Thursday, August 21, 2008

Judgment in Chile

Outside Santiago's Palacio de la Moneda, a larger than life monument to the late President Salvador Allende stands at the southeast corner of the Plaza de la Constitución. Only a decade ago, before the arrest and detention of former dictator General Augusto Pinochet in London changed Chilean politics so dramatically, this would have been unthinkable.

About a month ago, I reviewed a book by Chile's United Nations ambassador Heraldo Muñoz on his experiences during the Pinochet dictatorship of 1973-1990. I generally don't like to dwell on topics like Pinochet, if only because he is such an infamous stereotype of the region, which deserves to escape the stigma of brutal military strongmen. The other night, though, I watched a PBS documentary called The Judge and the General, by Elizabeth Farnsworth and Patricio Lanfranco, that adds something new to the debates.

Farnsworth and Lanfranco's film focuses on a single individual, the relatively conservative but open-minded judge Juan Guzmán, and his painstakingly incorruptible investigation into Pinochet's culpability for deaths and disappearances after the 1973 coup that overthrew Allende. By the time Pinochet died, two years ago, Guzmán's indictments had so discredited the dictator that, after Pinochet's funeral, the dictator's family had to cremate him and hide his remains instead of building a monumental crypt - making Pinochet, in a sense, the last disappeared person. Allende, by contrast, has a conspicuous public monument.

The film will also screen this weekend at the Santiago International Film Festival, followed by the Los Angeles Latino International Film Festival from September 12-19, and the Festival of Liberties in Brussels, October 16-26.

In the interests of full disclosure, I know Patricio Lanfranco slightly, as he owns a lodge called Refugio Tinquilco at Parque Nacional Huerquehue, in the vicinity of Pucón. I have an even more tenuous link to Elizabeth Farnsworth, as I once batted against her son Sam in a pickup baseball game. Against Sam, who is 30 years younger than I and throws upwards of 80 mph, I was lucky to make any sort of contact.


Work instructions:
I'd like the entries that follow repeated exactly, with the pictures left out.

Supplied data:
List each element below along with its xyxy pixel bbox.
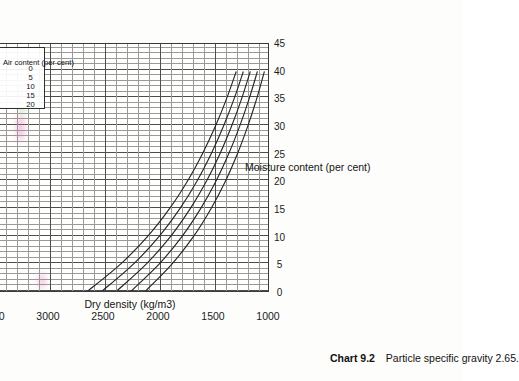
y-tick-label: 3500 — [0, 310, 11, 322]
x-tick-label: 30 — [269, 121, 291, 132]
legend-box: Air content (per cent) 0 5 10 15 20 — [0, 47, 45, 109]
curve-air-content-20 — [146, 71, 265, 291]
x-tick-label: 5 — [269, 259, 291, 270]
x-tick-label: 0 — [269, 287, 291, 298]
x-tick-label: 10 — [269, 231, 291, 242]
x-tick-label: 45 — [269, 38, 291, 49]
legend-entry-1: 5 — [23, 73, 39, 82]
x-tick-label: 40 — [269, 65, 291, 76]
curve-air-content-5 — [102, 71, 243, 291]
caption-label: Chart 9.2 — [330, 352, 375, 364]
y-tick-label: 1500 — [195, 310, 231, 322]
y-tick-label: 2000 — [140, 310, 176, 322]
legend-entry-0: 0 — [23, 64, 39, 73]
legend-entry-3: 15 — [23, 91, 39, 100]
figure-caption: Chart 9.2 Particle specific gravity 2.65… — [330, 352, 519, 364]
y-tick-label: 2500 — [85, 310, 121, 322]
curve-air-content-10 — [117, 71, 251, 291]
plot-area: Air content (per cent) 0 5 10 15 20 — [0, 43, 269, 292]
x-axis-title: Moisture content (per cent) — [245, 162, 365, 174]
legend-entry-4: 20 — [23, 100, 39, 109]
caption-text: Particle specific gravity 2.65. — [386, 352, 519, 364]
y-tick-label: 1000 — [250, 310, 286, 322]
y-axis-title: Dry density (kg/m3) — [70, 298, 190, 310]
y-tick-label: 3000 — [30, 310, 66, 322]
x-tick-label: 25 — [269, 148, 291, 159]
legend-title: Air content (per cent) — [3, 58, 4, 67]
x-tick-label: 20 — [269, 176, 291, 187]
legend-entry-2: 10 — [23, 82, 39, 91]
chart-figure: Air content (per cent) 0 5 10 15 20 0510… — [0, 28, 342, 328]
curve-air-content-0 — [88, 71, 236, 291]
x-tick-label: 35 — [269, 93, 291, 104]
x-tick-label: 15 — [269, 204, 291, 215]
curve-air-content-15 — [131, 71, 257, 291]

Solution for this problem:
List each element below along with its xyxy pixel bbox.
y-tick-label: 3500 — [0, 310, 11, 322]
x-tick-label: 30 — [269, 121, 291, 132]
legend-box: Air content (per cent) 0 5 10 15 20 — [0, 47, 45, 109]
curve-air-content-20 — [146, 71, 265, 291]
x-tick-label: 5 — [269, 259, 291, 270]
x-tick-label: 0 — [269, 287, 291, 298]
x-tick-label: 10 — [269, 231, 291, 242]
x-tick-label: 45 — [269, 38, 291, 49]
legend-entry-1: 5 — [23, 73, 39, 82]
x-tick-label: 40 — [269, 65, 291, 76]
curve-air-content-5 — [102, 71, 243, 291]
caption-label: Chart 9.2 — [330, 352, 375, 364]
y-tick-label: 1500 — [195, 310, 231, 322]
y-tick-label: 2000 — [140, 310, 176, 322]
legend-entry-0: 0 — [23, 64, 39, 73]
legend-entry-3: 15 — [23, 91, 39, 100]
figure-caption: Chart 9.2 Particle specific gravity 2.65… — [330, 352, 519, 364]
y-tick-label: 2500 — [85, 310, 121, 322]
curve-air-content-10 — [117, 71, 251, 291]
plot-area: Air content (per cent) 0 5 10 15 20 — [0, 43, 269, 292]
x-axis-title: Moisture content (per cent) — [245, 162, 365, 174]
legend-entry-4: 20 — [23, 100, 39, 109]
caption-text: Particle specific gravity 2.65. — [386, 352, 519, 364]
y-tick-label: 1000 — [250, 310, 286, 322]
y-axis-title: Dry density (kg/m3) — [70, 298, 190, 310]
y-tick-label: 3000 — [30, 310, 66, 322]
x-tick-label: 25 — [269, 148, 291, 159]
legend-title: Air content (per cent) — [3, 58, 4, 67]
x-tick-label: 20 — [269, 176, 291, 187]
legend-entry-2: 10 — [23, 82, 39, 91]
chart-figure: Air content (per cent) 0 5 10 15 20 0510… — [0, 28, 342, 328]
curve-air-content-0 — [88, 71, 236, 291]
x-tick-label: 35 — [269, 93, 291, 104]
x-tick-label: 15 — [269, 204, 291, 215]
curve-air-content-15 — [131, 71, 257, 291]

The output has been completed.